Suppose we build big machines to remove CO₂ from the atmosphere to get back down from 400 ppm back to pre-industrial levels. If we froze all that excess CO₂ into a big block of dry ice, how big would it be?
The atmosphere has a mass of about 5.15 × 10¹⁸ kg, and 0.414% of that is CO₂, by volume. The average molecular weight of dry air is about 28.95 g/mol, while CO₂ is 44.01 g/mol, making it 1.52 times the density of dry air. (The CO₂ page on WP says 1.53 times.) This means that CO₂ is about 0.629 / (0.629 + 100 - 0.414) = 0.628% of the atmosphere by mass, or 3.25 × 10¹⁶ kg. Pre-industrial levels were about 250 ppm, so we only need to remove about 164 ppm, or 164/414 of the total; that's about 1.29 × 10¹⁶ kg.
The density of dry ice varies from 1.4–1.6 g/cc, so this would be about 8–9 × 10¹² m³ of dry ice, roughly a cube 20 km on a side. This is the volume of about 50–60 trillion barrels of oil, almost a thousand times the size of the Ghawar supergiant oil field, the largest among the 40 000 or so oil fields in the world.
If you pump the CO₂ back into the ground, the high pressure will convert it to highly compressed supercritical CO₂, almost the same density as dry ice, so this is probably a reasonable estimate of how much underground storage space is needed.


**Work task:**
From the entries below, please gather each line containing the string "name".

[Records from a collection]
◇ ◇ ◇ ◇ ◇
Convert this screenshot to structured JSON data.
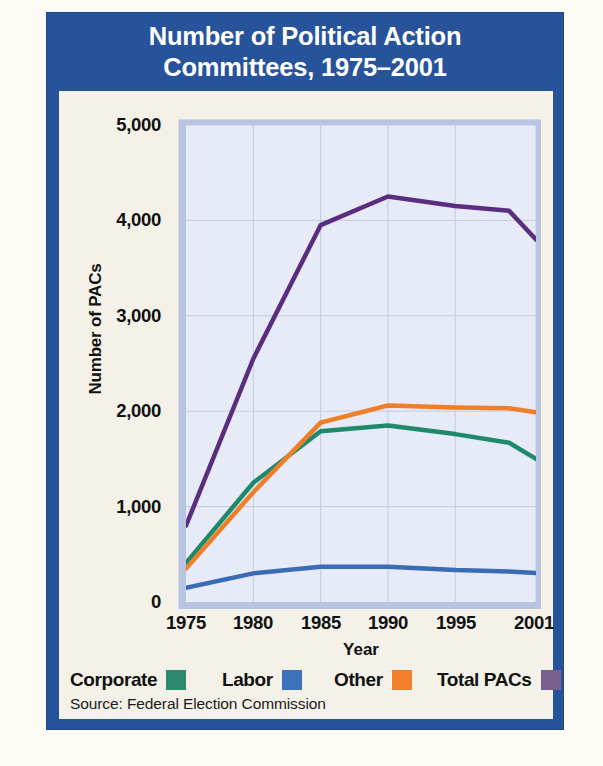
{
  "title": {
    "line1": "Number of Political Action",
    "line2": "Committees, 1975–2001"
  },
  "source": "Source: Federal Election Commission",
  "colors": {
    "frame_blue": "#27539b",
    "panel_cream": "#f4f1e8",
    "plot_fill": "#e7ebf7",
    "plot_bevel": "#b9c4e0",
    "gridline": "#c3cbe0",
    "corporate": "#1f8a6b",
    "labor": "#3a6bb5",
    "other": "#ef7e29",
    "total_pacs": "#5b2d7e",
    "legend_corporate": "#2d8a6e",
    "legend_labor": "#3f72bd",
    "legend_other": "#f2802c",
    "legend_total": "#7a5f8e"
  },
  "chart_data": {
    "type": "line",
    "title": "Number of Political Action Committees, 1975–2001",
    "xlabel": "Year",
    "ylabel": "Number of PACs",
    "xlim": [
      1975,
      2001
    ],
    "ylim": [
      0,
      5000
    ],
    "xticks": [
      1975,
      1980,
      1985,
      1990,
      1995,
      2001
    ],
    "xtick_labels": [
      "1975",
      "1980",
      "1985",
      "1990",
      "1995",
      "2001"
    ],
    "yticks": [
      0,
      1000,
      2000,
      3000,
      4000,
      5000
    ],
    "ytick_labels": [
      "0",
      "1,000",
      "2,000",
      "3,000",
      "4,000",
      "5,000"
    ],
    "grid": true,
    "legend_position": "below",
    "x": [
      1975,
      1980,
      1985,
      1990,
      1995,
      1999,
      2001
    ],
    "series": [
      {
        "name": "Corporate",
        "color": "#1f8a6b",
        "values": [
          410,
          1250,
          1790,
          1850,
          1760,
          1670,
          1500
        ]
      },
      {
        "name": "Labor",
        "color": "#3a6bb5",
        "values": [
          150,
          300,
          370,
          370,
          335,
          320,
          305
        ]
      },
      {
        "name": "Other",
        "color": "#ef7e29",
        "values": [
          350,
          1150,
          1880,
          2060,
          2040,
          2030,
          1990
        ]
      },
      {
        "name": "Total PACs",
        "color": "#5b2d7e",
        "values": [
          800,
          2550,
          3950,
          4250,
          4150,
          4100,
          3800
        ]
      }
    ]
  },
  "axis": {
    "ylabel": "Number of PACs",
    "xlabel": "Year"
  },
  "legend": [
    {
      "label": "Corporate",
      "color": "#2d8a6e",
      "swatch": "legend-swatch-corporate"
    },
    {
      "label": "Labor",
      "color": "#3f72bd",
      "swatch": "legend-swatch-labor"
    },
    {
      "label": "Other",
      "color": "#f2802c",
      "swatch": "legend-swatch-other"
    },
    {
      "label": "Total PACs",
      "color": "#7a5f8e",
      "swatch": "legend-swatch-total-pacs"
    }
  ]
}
◇ ◇ ◇ ◇ ◇
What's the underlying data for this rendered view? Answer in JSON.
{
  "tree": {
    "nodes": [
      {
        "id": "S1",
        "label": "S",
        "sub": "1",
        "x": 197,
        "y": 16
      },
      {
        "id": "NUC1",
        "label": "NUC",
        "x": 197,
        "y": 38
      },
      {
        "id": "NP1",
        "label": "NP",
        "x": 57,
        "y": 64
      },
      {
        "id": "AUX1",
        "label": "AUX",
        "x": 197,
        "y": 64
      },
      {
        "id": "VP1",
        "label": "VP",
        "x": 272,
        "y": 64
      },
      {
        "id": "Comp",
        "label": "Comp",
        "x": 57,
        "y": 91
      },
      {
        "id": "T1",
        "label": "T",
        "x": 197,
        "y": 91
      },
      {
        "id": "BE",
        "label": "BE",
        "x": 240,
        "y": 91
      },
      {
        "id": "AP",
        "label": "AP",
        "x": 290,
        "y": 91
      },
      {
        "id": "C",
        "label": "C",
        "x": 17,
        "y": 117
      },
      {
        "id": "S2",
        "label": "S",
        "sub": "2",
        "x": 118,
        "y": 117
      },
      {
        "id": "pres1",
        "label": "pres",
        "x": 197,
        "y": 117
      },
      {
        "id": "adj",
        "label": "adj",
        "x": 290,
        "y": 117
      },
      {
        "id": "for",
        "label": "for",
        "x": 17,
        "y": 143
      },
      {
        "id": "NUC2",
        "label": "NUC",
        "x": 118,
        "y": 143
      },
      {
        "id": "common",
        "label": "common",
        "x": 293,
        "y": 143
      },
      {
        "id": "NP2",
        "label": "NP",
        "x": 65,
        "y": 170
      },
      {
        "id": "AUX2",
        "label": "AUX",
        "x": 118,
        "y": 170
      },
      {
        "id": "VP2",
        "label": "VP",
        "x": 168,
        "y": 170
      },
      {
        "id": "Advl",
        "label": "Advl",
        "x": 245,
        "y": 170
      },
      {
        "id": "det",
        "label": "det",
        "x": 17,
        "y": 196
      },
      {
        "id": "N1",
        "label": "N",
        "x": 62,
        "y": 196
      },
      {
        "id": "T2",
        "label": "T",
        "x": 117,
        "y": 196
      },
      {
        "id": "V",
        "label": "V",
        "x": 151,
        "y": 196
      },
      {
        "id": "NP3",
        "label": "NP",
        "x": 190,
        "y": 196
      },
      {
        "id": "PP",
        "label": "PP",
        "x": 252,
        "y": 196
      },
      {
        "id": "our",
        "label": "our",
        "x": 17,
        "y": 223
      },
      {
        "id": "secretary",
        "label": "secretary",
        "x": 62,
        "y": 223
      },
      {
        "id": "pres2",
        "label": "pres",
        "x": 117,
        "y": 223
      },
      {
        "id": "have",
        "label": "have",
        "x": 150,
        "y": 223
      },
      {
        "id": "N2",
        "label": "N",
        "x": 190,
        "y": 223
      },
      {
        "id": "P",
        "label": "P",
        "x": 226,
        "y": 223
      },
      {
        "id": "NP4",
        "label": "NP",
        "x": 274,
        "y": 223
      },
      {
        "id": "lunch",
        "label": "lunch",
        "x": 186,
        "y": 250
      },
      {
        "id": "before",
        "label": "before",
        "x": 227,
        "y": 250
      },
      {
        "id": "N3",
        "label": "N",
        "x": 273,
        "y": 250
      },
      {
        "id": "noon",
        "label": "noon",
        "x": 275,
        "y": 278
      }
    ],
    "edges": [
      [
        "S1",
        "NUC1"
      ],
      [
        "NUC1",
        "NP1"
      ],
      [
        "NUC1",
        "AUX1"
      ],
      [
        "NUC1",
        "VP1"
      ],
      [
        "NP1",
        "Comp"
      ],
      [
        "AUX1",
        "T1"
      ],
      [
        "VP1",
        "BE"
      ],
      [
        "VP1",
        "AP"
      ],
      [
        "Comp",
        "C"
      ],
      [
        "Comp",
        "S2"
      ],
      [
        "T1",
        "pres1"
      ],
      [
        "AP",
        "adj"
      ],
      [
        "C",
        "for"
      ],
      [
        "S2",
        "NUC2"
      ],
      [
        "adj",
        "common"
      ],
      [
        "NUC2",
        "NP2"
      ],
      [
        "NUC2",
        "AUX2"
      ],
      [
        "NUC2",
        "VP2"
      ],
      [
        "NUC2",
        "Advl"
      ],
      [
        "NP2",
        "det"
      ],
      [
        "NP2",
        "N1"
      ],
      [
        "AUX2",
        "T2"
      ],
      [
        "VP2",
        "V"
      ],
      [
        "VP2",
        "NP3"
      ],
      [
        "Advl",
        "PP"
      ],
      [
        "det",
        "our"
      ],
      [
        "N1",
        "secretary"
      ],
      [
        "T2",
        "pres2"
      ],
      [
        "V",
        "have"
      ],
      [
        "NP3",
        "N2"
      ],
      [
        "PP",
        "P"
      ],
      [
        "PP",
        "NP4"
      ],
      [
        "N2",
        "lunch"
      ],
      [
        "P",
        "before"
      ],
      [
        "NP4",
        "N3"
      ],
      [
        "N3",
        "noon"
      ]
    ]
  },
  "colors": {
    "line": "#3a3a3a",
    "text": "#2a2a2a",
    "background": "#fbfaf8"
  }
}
◇ ◇ ◇ ◇ ◇
**Answer for this exercise:**
        "name": "Corporate",
        "name": "Labor",
        "name": "Other",
        "name": "Total PACs",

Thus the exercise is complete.